Small business real-world scenarios

Scenario A — Third-party maintenance access: a copier vendor needs temporary SFTP access to upload firmware reports. Steps: 1) create a short-lived vendor account with a strict home directory and SFTP-only shell; 2) authorize only the vendor IP in the firewall for the SFTP port; 3) require key-based authentication plus MFA for any web interface; 4) open a ticket with business justification and manager approval; 5) capture the firewall rule change ticket, SFTP server logs showing vendor username and timestamps, and the account creation record as evidence. Scenario B — SaaS integration pulling contract data: register the SaaS as an external system, map data fields that contain FCI, limit the SaaS scope with OAuth scopes to only required APIs, record the client_id/consent record, and collect API gateway logs that show calls and responses during the audit period.

Compliance tips and best practices

Adopt least privilege and Just-In-Time access: where possible use ephemeral credentials (short-lived tokens) and role-based access that automatically expires. Maintain a clearly indexed evidence repository (e.g., /evidence/FAR52.204-21/AC.L1-B.1.III/) with a README mapping checklist items to files. Use automation to detect drift (periodic configuration checks comparing current ACLs to approved baselines), and run quarterly reviews of external connections with sign-off recorded. Train staff and vendors on acceptable access procedures and include access terms in vendor agreements. Finally, plan audit runs: simulate an auditor request monthly by pulling required artifacts and measuring time-to-produce; reduce this time as a KPI.

Risks of not implementing and failing an audit

Failing to verify and limit external access exposes FCI to unauthorized disclosure, lateral movement by attackers, and supply-chain compromise; consequences include loss of contracts, required corrective action plans, and reputational damage. Operationally, lack of controls can lead to ransomware entry points or exfiltration channels that are difficult to trace if logs and approvals are absent. An audit that finds missing artifacts or uncontrolled external access commonly results in findings that must be remediated with evidence-based corrective action and might affect future contract eligibility.

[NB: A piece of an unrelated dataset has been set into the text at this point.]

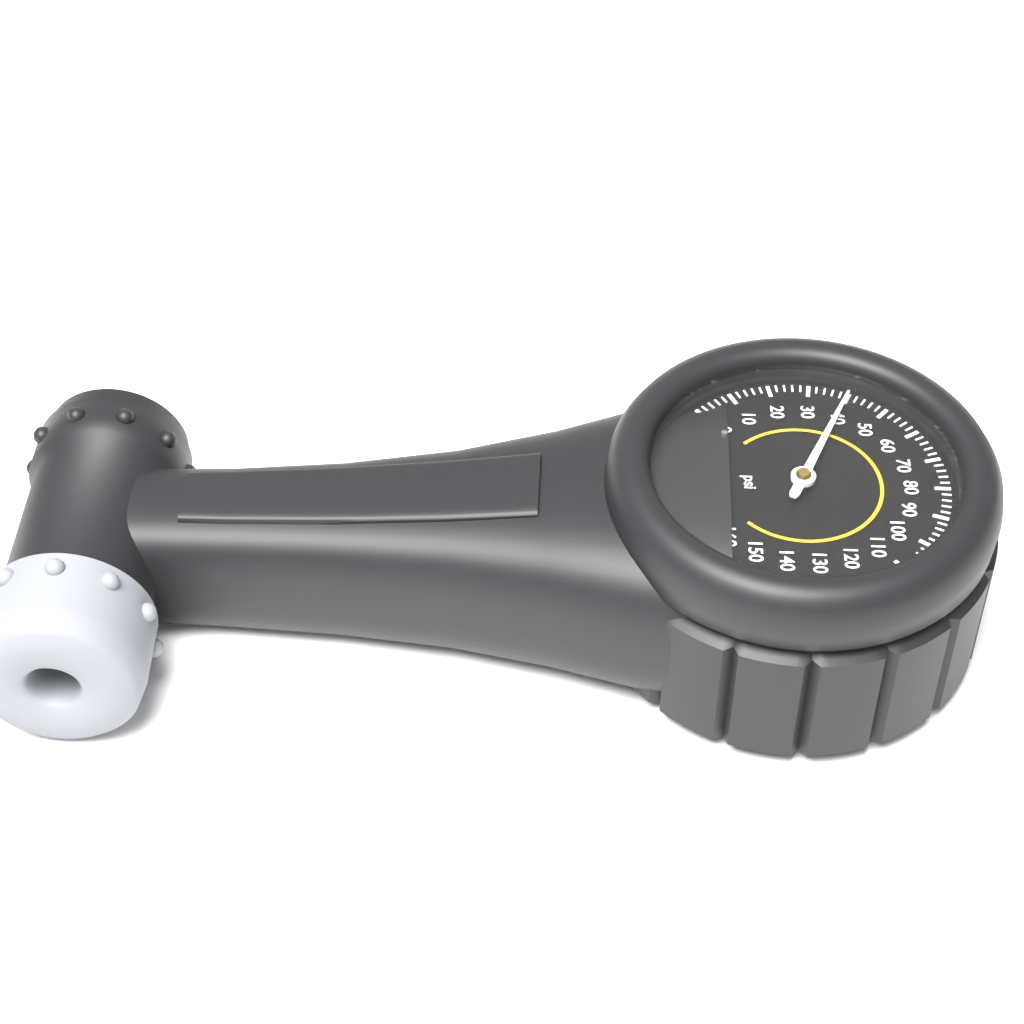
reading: 40 psi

In summary, an audit-ready checklist for FAR 52.204-21 and CMMC 2.0 AC.L1-B.1.III should combine a clear inventory and authorization workflow, enforce technical limits (allowlists, VPN/bastion, MFA), and collect reproducible evidence (tickets, configs, logs). For small businesses, start with a focused inventory, automate evidence capture where possible, and practice retrieval of artifacts before an auditor asks — doing so will minimize risk and make compliance demonstrable and sustainable.